All souls are God's by right of creation, and all are included in the redemption wrought on the cross; but not all had been included in the Divine gift of which Jesus speaks, "Thine they were, and Thou gavest them Me."

Joy reigned not only on earth, but in heaven also, for on this day God's joy over the erection of the sanctuary was as great as had been His joy on the first day of creation over His works, heaven and earth. For, in a certain sense, the erection of the Tabernacle was the finishing touch to the creation of the world.

Too much stress has been laid on their being used, and some commentators have spoken as if without them the miracle could not have been wrought. But surely the distinction between pure creation and multiplication of a thing already existing vanishes when a loaf is 'multiplied' so as to feed a thousand men.

Of the truth of the first of these propositions no competent judge now entertains any doubt. The second is more open to discussion, for in these latter days many question the special creation of man: and even if his special creation be granted, there is not a shadow of a reason why he should have been created in Asia rather than anywhere else.

Inartistic absorption in her leaves them lifeless. The imagination which has itself conceived the whole, the idea, fuses them in its own heat into a new creation which is "imitative" only in the sense that its elements are not inventions. The art of sculpture has retraced its steps far enough to make pure invention, as of Gothic griffins and Romanesque symbology, unsatisfactory to everyone.

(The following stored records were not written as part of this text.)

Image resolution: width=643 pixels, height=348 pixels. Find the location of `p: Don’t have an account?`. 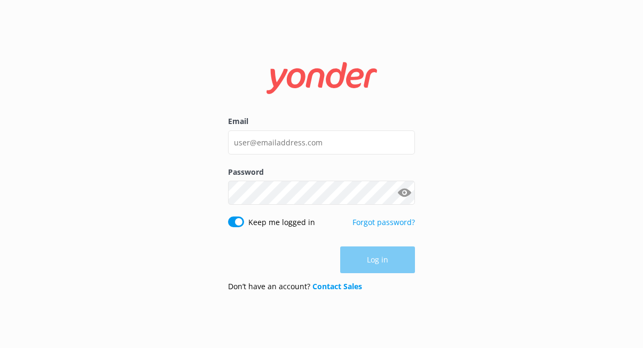

p: Don’t have an account? is located at coordinates (295, 286).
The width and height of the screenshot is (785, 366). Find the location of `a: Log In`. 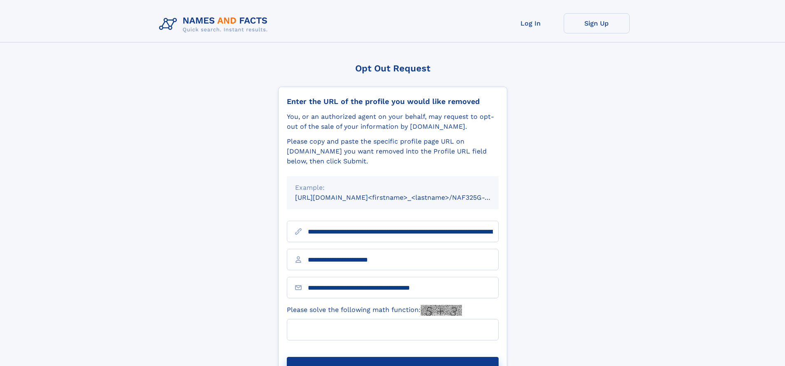

a: Log In is located at coordinates (531, 23).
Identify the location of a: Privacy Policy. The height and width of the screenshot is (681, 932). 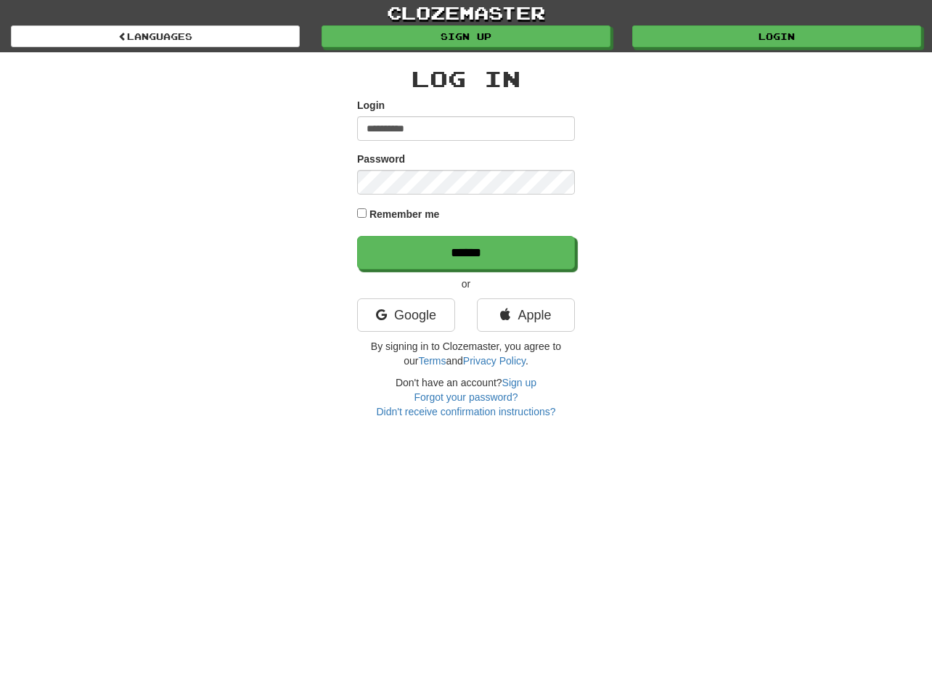
(495, 361).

I send you one in this letter, which I dug out of a snow bank this morning. And this fair creation this hope upon a death bed this image of love unchilled and immortal how I wanted to know it by name! Today, at the summit house of the mountain, I opened an herbarium, and there were three inches of name as hopeless and unpronounceable as the German of our guides, piled up on my little flower.

"A clean air this, friend, to brush away the damps of the night," he said, snuffing the really delicious and invigorating breathings of a fine October morning. "It is such purifiers as this, that gives our island its character, and makes it perhaps the very healthest as it is universally admitted to be the beautifullest spot in creation. A stranger here, 'tis likely?"

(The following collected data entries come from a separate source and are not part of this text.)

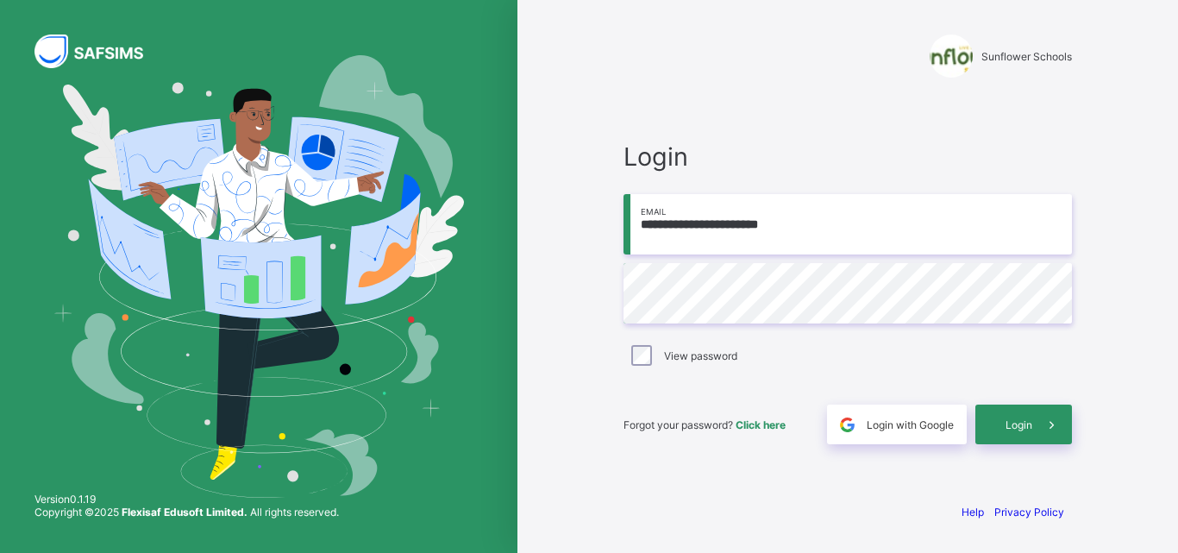  I want to click on span: Version 0.1.19, so click(186, 499).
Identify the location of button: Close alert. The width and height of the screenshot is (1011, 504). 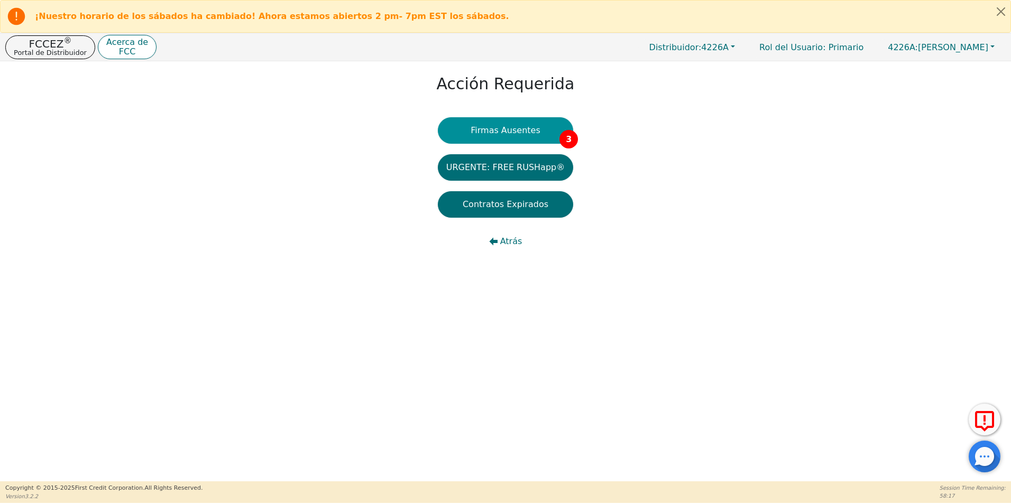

The main results of the present Revolution will have to be the creation of more favorable conditions for further revolutionary development, and to influence the more highly developed European countries into action.

In appearance this man was a beggar, but not the Parisian beggar, that creation without a name in human language; no, this man formed another type, while presenting on the outside all the ideas suggested by the word "beggar."